Gold medal for predictions

AP file
When it came to scooping up medals at the 2010 Olympics, Canada led the
pack in the gold category but Team USA won the most overall.


The gold medal for predicting the Olympic medal count goes to ... neither the math geeks nor the sports jocks. The clearest winners are the folks who shifted their forecasts after the Vancouver Games actually started and put their virtual money on Team USA. But the judges will have to make the final ruling - and that means you, gentle reader.

Seventeen days ago, when the Winter Olympics began, there was a clear split between economics-minded prognosticators who size up statistics to predict how different nations will divvy up the Olympic spoils, and sports-savvy observers who size up the actual athletes. Sports Illustrated, for example, predicted that Germany would take the most medals, while Colorado College economist Daniel Johnson's model showed Canada with the top tally.

That was the general pattern for pre-Olympic predictions: The economic models showed Canada on top, in part because those models had a "home-nation advantage" built in. The conventional wisdom in the sports world - including the conventional wisdom initially reflected in prediction markets such as Inkling and Hubdub - favored Germany.

In the end, neither country topped the medal count. Instead, the top slot went to the United States, with 37 total medals. Germany came in second with 30, and Canada was third with 26. If you consider only the gold medals, the order is reversed: Canada is on top with 14, followed by Germany with 10 and the Yanks with nine.

In his postmortem, The Wall Street Journal's Matthew Futterman said his economics-based forecast (which put Canada on top) "produced some strong results - and a few that were less than glowing." He made the numbers look better by lumping together the U.S and Canadian medals, and wondered whether the outcome pointed to "a new era of North American dominance in the Winter Olympics."

Thanks to Canada's gold-medal haul, a case could be made that the geeks were golden after all - at least from the Canadian perspective. The Calgary Sun praised the home team for "leading the world in wins" and hailed Johnson as a "sage" becaue his 27-medal prediction was so close to Canada's actual count.

But Johnson himself wasn't so quick to claim the podium's top spot: "It's pretty close, that's true, but I wish it were all strong news, and it isn't - for example, we were really off on Canadian gold, with the model predicting only five," he told the Sun.

Johnson said he might have to tweak the computerized model and add in more statistics, perhaps including nation-by-nation expenditure on athletics.

Another avenue for future research is to watch how prediction markets behave. Such markets allow "investors" to put play money down on various predicted outcomes - ranging from the winner of a presidential election to the virulence of the next flu outbreak. The market-based forecasts, which essentially rely on the wisdom of crowds, arguably yield more accurate predictions than opinion polls. 

At the beginning of the Games, the initial judgment of the jocks was reflected in prediction markets as well. Germany was favored as the top medal winner. But the beauty of the system is that the markets don't necessarily stand still. As more information becomes available, savvy investors can dump their stock in one proposition (Germany on top) and reinvest in a different one (U.S. on top).

AP file
Inkling's prediction market chart shows the price trend lines for the U.S. and
German medal count crossing on Feb. 17. Volume is charted at the bottom.


That's exactly what happened during the Vancouver Games: Around Feb. 17, there was a dramatic shift in Inkling's medal market, with the price for Team USA's stock crossing above Team Germany's. A similar trend popped up on the Hubdub market. What's interesting is that the investment volume lagged behind the price shift, suggesting that the smart money switched to America's team first.

The factor behind the rise might have been the realization that U.S. skiers were doing better than expected. Or it might have been a more general realization that the U.S. team as a whole had the momentum in Vancouver. In any case, I would award the gold to the virtual investors in prediction markets, thanks to their late surge. The silver medal for Olympic predictions goes to the geeks, thanks to Canada's gold-medal showing. The bronze would go to the jocks who favored Germany.

Is that the way you see it? Feel free to weigh in with your rulings in the comment section below.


→ Assignment:
From the line that contains "Get bbox for <element>girl</element>." to the final line of the entries below, write out every line exactly as it appears, and nothing else.

→ Data in this exercise:

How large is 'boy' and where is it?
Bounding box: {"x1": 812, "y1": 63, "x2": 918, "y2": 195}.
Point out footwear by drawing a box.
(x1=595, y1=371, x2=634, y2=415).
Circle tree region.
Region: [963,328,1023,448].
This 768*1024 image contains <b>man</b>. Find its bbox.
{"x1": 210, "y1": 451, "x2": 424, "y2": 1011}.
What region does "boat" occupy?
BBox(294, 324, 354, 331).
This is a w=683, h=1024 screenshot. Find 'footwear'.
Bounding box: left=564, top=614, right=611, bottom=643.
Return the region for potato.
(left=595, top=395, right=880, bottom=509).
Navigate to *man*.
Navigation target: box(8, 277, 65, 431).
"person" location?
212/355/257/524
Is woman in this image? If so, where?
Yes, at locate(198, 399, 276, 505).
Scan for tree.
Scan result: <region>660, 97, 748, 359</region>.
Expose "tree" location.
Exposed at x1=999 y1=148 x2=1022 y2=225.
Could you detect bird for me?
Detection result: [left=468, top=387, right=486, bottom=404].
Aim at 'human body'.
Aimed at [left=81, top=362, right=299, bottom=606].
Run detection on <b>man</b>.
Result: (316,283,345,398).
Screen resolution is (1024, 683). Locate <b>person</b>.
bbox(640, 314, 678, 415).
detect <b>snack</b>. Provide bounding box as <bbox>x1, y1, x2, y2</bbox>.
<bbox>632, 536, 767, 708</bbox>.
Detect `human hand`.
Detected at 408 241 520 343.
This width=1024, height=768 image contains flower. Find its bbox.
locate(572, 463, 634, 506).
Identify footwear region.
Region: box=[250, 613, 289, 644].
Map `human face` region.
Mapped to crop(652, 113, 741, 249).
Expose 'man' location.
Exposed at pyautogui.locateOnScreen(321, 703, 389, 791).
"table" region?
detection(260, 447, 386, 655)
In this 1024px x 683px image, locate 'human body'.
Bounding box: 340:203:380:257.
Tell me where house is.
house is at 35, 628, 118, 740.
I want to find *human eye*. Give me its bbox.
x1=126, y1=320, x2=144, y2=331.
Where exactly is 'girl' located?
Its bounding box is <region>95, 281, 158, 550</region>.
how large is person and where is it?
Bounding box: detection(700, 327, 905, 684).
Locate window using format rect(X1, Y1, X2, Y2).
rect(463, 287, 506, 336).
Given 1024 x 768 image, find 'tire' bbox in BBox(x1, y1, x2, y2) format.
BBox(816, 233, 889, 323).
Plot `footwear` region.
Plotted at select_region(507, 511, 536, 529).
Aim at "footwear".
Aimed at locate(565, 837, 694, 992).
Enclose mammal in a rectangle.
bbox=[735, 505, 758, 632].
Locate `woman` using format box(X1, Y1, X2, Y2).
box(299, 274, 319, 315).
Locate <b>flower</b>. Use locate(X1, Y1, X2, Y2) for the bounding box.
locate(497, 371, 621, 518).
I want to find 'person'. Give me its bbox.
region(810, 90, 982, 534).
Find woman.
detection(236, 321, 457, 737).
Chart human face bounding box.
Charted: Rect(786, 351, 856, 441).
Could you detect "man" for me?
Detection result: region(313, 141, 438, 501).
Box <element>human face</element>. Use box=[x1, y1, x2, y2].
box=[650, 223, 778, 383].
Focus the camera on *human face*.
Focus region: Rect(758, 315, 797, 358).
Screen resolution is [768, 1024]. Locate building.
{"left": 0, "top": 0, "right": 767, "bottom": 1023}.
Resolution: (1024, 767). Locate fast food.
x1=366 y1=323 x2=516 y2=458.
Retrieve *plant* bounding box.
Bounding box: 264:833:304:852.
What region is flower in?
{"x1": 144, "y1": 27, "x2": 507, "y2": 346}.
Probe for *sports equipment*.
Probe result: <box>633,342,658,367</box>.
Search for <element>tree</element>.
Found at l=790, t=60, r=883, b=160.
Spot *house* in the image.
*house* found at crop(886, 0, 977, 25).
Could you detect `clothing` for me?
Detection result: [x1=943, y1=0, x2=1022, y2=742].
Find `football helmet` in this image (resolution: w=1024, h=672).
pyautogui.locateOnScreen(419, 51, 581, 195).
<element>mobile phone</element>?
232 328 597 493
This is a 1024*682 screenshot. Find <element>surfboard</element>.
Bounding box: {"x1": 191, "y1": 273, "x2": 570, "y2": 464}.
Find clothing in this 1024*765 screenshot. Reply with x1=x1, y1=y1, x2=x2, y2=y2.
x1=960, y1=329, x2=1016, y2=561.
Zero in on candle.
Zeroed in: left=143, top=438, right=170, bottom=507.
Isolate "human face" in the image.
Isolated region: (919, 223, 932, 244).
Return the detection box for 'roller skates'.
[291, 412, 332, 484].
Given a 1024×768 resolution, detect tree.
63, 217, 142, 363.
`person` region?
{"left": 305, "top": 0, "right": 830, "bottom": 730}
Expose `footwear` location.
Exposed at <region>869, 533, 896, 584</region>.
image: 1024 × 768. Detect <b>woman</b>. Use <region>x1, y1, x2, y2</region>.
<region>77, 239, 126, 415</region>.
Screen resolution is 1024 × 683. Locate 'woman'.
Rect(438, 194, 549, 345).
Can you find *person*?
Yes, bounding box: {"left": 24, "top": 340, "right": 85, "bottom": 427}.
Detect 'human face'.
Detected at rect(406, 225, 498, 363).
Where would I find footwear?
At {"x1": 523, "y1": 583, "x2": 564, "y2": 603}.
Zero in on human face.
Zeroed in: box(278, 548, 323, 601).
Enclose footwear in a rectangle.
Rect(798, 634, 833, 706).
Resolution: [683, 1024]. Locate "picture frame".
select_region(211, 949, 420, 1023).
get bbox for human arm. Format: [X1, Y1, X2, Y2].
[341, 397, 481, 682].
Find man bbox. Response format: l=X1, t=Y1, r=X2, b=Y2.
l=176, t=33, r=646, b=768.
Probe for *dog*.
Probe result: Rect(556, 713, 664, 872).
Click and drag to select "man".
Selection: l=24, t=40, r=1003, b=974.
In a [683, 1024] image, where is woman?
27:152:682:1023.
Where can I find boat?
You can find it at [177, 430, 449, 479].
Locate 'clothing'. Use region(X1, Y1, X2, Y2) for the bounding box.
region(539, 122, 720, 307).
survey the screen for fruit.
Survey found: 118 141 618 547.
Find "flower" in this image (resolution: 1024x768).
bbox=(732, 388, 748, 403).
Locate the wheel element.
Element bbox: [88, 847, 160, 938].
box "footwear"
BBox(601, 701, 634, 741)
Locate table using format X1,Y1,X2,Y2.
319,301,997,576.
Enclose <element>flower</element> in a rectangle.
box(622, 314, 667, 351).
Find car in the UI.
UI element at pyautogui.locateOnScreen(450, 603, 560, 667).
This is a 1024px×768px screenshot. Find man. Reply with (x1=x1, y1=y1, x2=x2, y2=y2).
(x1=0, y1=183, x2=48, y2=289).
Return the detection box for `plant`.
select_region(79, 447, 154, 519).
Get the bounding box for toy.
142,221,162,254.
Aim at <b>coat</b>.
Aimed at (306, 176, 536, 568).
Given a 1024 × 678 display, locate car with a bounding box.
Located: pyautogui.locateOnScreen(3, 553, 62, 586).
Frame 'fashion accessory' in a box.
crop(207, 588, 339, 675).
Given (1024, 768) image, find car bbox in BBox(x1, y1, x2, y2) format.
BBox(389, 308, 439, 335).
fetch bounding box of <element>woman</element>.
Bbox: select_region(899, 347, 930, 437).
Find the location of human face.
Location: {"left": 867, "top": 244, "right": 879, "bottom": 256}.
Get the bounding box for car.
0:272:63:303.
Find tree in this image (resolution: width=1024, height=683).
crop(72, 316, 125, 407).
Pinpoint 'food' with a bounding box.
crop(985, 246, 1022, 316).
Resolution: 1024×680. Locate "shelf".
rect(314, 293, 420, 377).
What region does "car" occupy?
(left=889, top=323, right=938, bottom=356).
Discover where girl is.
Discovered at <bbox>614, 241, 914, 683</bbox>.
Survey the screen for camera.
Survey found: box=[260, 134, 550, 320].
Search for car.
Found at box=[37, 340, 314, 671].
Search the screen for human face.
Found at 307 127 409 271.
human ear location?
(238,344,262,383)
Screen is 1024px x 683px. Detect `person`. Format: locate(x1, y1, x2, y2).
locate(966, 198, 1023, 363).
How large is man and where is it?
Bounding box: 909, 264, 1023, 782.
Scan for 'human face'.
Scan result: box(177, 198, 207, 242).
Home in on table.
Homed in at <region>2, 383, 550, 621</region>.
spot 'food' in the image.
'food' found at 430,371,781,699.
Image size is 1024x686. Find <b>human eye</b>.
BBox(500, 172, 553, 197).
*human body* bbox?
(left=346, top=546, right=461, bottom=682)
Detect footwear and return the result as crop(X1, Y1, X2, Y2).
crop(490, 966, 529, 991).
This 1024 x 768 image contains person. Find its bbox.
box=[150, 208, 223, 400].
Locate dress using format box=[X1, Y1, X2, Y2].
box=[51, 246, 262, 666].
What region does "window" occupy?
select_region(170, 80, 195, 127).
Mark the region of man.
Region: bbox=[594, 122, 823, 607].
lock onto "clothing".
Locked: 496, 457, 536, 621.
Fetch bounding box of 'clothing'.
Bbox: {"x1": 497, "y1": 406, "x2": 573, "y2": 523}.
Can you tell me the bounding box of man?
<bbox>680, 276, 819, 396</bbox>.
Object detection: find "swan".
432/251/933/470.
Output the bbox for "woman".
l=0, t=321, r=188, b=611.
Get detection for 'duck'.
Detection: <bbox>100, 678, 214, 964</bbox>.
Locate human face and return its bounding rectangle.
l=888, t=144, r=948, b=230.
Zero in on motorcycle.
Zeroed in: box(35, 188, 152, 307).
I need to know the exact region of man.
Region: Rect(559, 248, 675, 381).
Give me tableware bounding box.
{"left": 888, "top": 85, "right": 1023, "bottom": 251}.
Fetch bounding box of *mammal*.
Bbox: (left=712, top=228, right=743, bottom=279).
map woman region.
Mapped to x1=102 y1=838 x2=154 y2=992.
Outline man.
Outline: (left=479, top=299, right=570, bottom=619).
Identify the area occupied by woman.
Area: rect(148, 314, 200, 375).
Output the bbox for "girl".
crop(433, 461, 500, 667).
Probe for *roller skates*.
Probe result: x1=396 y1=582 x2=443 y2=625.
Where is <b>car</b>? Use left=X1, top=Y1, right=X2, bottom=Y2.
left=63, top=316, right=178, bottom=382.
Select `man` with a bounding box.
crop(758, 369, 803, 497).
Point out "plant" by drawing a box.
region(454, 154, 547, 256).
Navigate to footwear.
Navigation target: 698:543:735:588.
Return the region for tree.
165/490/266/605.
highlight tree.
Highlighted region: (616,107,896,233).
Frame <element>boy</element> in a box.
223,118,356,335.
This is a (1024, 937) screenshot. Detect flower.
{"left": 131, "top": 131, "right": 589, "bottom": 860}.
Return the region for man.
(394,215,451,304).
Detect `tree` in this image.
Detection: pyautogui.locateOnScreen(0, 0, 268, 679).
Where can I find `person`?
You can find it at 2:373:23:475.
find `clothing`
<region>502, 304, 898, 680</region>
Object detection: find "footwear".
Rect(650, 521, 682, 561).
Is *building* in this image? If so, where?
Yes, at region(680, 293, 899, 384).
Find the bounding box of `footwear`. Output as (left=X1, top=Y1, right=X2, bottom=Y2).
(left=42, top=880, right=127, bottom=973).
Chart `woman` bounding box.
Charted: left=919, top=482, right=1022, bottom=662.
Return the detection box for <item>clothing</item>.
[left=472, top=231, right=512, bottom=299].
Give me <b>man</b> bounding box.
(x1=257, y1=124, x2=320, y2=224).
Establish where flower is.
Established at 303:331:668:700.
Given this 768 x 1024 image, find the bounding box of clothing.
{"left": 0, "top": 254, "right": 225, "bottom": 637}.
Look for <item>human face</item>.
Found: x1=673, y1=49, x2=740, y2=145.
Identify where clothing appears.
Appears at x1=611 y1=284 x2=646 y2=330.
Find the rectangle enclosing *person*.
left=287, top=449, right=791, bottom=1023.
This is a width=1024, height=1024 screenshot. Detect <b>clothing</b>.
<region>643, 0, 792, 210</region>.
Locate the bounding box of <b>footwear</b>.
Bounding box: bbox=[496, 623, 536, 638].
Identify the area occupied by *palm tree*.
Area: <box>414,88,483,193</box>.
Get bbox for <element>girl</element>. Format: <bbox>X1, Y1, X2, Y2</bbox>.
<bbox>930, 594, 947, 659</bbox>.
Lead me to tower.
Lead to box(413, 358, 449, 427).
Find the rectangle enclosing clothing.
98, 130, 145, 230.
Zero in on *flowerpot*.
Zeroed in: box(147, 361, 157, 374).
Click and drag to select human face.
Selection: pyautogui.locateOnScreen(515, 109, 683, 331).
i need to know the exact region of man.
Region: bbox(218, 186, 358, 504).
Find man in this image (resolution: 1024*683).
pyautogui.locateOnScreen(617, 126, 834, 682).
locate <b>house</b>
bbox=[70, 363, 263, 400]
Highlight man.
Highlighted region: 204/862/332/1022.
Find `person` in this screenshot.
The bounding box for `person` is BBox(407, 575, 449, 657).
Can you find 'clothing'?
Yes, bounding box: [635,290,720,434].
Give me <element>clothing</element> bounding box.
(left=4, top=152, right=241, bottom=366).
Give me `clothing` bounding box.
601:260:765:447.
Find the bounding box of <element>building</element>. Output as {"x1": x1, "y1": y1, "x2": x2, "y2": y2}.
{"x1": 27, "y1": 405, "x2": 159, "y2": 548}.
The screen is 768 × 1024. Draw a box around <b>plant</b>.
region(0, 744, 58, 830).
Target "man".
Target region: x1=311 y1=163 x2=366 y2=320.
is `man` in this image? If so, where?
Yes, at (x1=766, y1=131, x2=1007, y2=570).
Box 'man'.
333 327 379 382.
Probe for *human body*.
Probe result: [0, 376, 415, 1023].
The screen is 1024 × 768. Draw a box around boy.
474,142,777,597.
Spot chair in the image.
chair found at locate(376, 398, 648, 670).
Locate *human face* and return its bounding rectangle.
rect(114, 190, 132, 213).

→ Answer section:
Get bbox for <element>girl</element>. Format: <bbox>X1, Y1, X2, Y2</bbox>.
<bbox>930, 594, 947, 659</bbox>.
Lead me to tower.
Lead to box(413, 358, 449, 427).
Find the rectangle enclosing clothing.
98, 130, 145, 230.
Zero in on *flowerpot*.
Zeroed in: box(147, 361, 157, 374).
Click and drag to select human face.
Selection: pyautogui.locateOnScreen(515, 109, 683, 331).
i need to know the exact region of man.
Region: bbox(218, 186, 358, 504).
Find man in this image (resolution: 1024*683).
pyautogui.locateOnScreen(617, 126, 834, 682).
locate <b>house</b>
bbox=[70, 363, 263, 400]
Highlight man.
Highlighted region: 204/862/332/1022.
Find `person` in this screenshot.
The bounding box for `person` is BBox(407, 575, 449, 657).
Can you find 'clothing'?
Yes, bounding box: [635,290,720,434].
Give me <element>clothing</element> bounding box.
(left=4, top=152, right=241, bottom=366).
Give me `clothing` bounding box.
601:260:765:447.
Find the bounding box of <element>building</element>. Output as {"x1": x1, "y1": y1, "x2": x2, "y2": y2}.
{"x1": 27, "y1": 405, "x2": 159, "y2": 548}.
The screen is 768 × 1024. Draw a box around <b>plant</b>.
region(0, 744, 58, 830).
Target "man".
Target region: x1=311 y1=163 x2=366 y2=320.
is `man` in this image? If so, where?
Yes, at (x1=766, y1=131, x2=1007, y2=570).
Box 'man'.
333 327 379 382.
Probe for *human body*.
Probe result: [0, 376, 415, 1023].
The screen is 1024 × 768. Draw a box around boy.
474,142,777,597.
Spot chair in the image.
chair found at locate(376, 398, 648, 670).
Locate *human face* and return its bounding rectangle.
rect(114, 190, 132, 213).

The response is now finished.